Sunday 20 May 2012

Sri Lanka president to free General Sarath Fonseka

Sri Lanka's President Mahinda Rajapakse has ordered the release of the jailed former army chief, Sarath Fonseka. 

Sri Lankan commandos march during a rehearsal ahead of the War Victory parade in Colombo May 17, 2012.  
Thousands of members of the armed forces took part in a parade to mark their victory over Tamil rebels
 
A presidential spokesman told the BBC he would be freed on Monday after formalities were completed.
Mr Fonseka was arrested two years ago after standing against Mr Rajapakse for the presidency.
The former head of the Sri Lankan military was widely credited with the 2009 victory over the Tamil Tigers.
Sri Lanka has been marking the three-year anniversary of the end of the 26-year civil war this weekend, and held a large military parade in the capital, Colombo, on Saturday.
Mr Fonseka was jailed for corruption in 2010.
A parliamentarian and aide to Mr Fonseka, Tiran Alles, told the BBC that he was likely to walk free on Monday, which is also the day that doctors say he can be discharged from the hospital.
Mr Fonseka has been receiving treatment for a respiratory problem.
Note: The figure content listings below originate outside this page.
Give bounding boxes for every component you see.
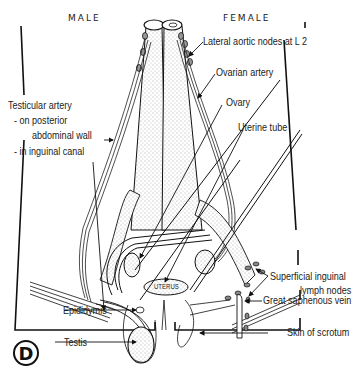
great-saphenous-vein	[237, 295, 242, 338]
left-ovary	[124, 253, 140, 277]
label-lateral-aortic-nodes: Lateral aortic nodes at L 2	[203, 36, 307, 47]
label-superficial-inguinal-1: Superficial inguinal	[270, 271, 346, 282]
male-header: MALE	[68, 13, 101, 23]
label-testicular-artery: Testicular artery	[8, 100, 72, 111]
label-epididymis: Epididymis	[63, 305, 107, 316]
label-uterine-tube: Uterine tube	[238, 122, 287, 133]
epididymis-shape	[136, 307, 144, 313]
labial-lines	[178, 300, 235, 347]
label-testis: Testis	[64, 337, 87, 348]
label-abdominal-wall: abdominal wall	[32, 130, 92, 141]
label-uterus: UTERUS	[154, 283, 179, 291]
label-ovary: Ovary	[226, 97, 250, 108]
midline-raphe	[162, 300, 166, 330]
label-great-saphenous-vein: Great saphenous vein	[263, 295, 351, 306]
label-on-posterior: - on posterior	[14, 115, 67, 126]
right-ovary	[195, 250, 215, 274]
label-ovarian-artery: Ovarian artery	[216, 67, 273, 78]
panel-letter-badge: D	[13, 340, 39, 366]
female-header: FEMALE	[223, 13, 271, 23]
label-skin-of-scrotum: Skin of scrotum	[287, 327, 349, 338]
label-in-inguinal-canal: - in inguinal canal	[14, 146, 84, 157]
panel-letter: D	[19, 343, 34, 364]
Banned memorials Sri Lanka's foreign minister is currently in Washington and has been meeting US Secretary of State Hillary Clinton to try and fend off allegations of war crimes.
The BBC's Charles Haviland in Colombo says that although the US calls Mr Fonseka a political prisoner, once he is free he could find himself scrutinised just as much on human rights issues as the country's political leaders with whom he fell out dramatically.
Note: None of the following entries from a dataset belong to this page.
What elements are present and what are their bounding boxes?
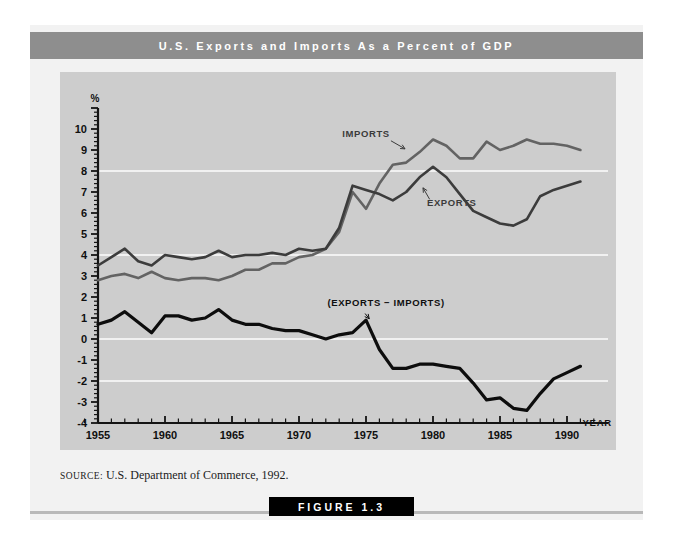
- source-label: SOURCE:: [60, 471, 103, 481]
- series-line-imports: [98, 140, 580, 281]
- annotation-label: EXPORTS: [427, 197, 477, 208]
- x-axis-label: 1965: [220, 429, 244, 441]
- annotation-label: IMPORTS: [342, 128, 389, 139]
- source-text: U.S. Department of Commerce, 1992.: [106, 468, 289, 482]
- source-note: SOURCE: U.S. Department of Commerce, 199…: [60, 468, 289, 483]
- y-axis-label: 1: [81, 312, 87, 324]
- figure-page: U.S. Exports and Imports As a Percent of…: [0, 0, 673, 543]
- chart-plot-area: -4-3-2-1012345678910%1955196019651970197…: [60, 72, 616, 450]
- x-axis-label: 1970: [287, 429, 311, 441]
- figure-caption-badge: FIGURE 1.3: [269, 497, 414, 516]
- figure-title-bar: U.S. Exports and Imports As a Percent of…: [30, 32, 643, 59]
- x-axis-label: 1955: [86, 429, 110, 441]
- figure-caption: FIGURE 1.3: [298, 501, 385, 513]
- x-axis-title: YEAR: [582, 417, 612, 428]
- y-axis-label: 6: [81, 207, 87, 219]
- x-axis-label: 1990: [555, 429, 579, 441]
- x-axis-label: 1960: [153, 429, 177, 441]
- series-line-exports: [98, 167, 580, 266]
- y-axis-label: -3: [77, 396, 87, 408]
- line-chart: -4-3-2-1012345678910%1955196019651970197…: [60, 72, 616, 450]
- y-axis-label: 10: [75, 123, 87, 135]
- y-axis-label: -4: [77, 417, 88, 429]
- y-axis-label: 0: [81, 333, 87, 345]
- y-axis-label: 5: [81, 228, 87, 240]
- y-axis-label: 7: [81, 186, 87, 198]
- y-axis-label: 2: [81, 291, 87, 303]
- y-axis-unit-label: %: [91, 93, 100, 104]
- y-axis-label: 4: [81, 249, 88, 261]
- series-line-exports-imports: [98, 310, 580, 411]
- annotation-label: (EXPORTS − IMPORTS): [327, 297, 444, 308]
- annotation-leader: [391, 141, 405, 149]
- x-axis-label: 1975: [354, 429, 378, 441]
- y-axis-label: -2: [77, 375, 87, 387]
- x-axis-label: 1985: [488, 429, 512, 441]
- y-axis-label: 3: [81, 270, 87, 282]
- y-axis-label: -1: [77, 354, 87, 366]
- y-axis-label: 8: [81, 165, 87, 177]
- figure-title: U.S. Exports and Imports As a Percent of…: [159, 40, 514, 52]
- y-axis-label: 9: [81, 144, 87, 156]
- x-axis-label: 1980: [421, 429, 445, 441]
On Friday, a leader of the university students' union in the Tamil-dominated town of Jaffna was beaten with iron bars as he attended a memorial event for the thousands of civilians believed to have died in the final months of the war.
In the past, the government has banned several similar memorials.
And R Sampanthan, leader of the main Tamil party, said the "triumphalism" over the war should end.
"The LTTE [Tamil Tigers] has been defeated. That is the reality that everybody knows. And celebrating a military victory year after year is not going to be helpful from the point of view of reconciliation," he said.
Sri Lanka's civil war began in the 1980s, with Tamils pressing for self-rule against a backdrop of an increasingly assertive Sinhalese nationalism.
Most of the fighting took place in the Tamil-dominated north, but the Tamil Tigers, or LTTE, also carried out suicide bombings in Colombo in the 1990s.
The violence killed up to 100,000 people over several decades, with accusations that both sides in the conflict committed war crimes against civilians.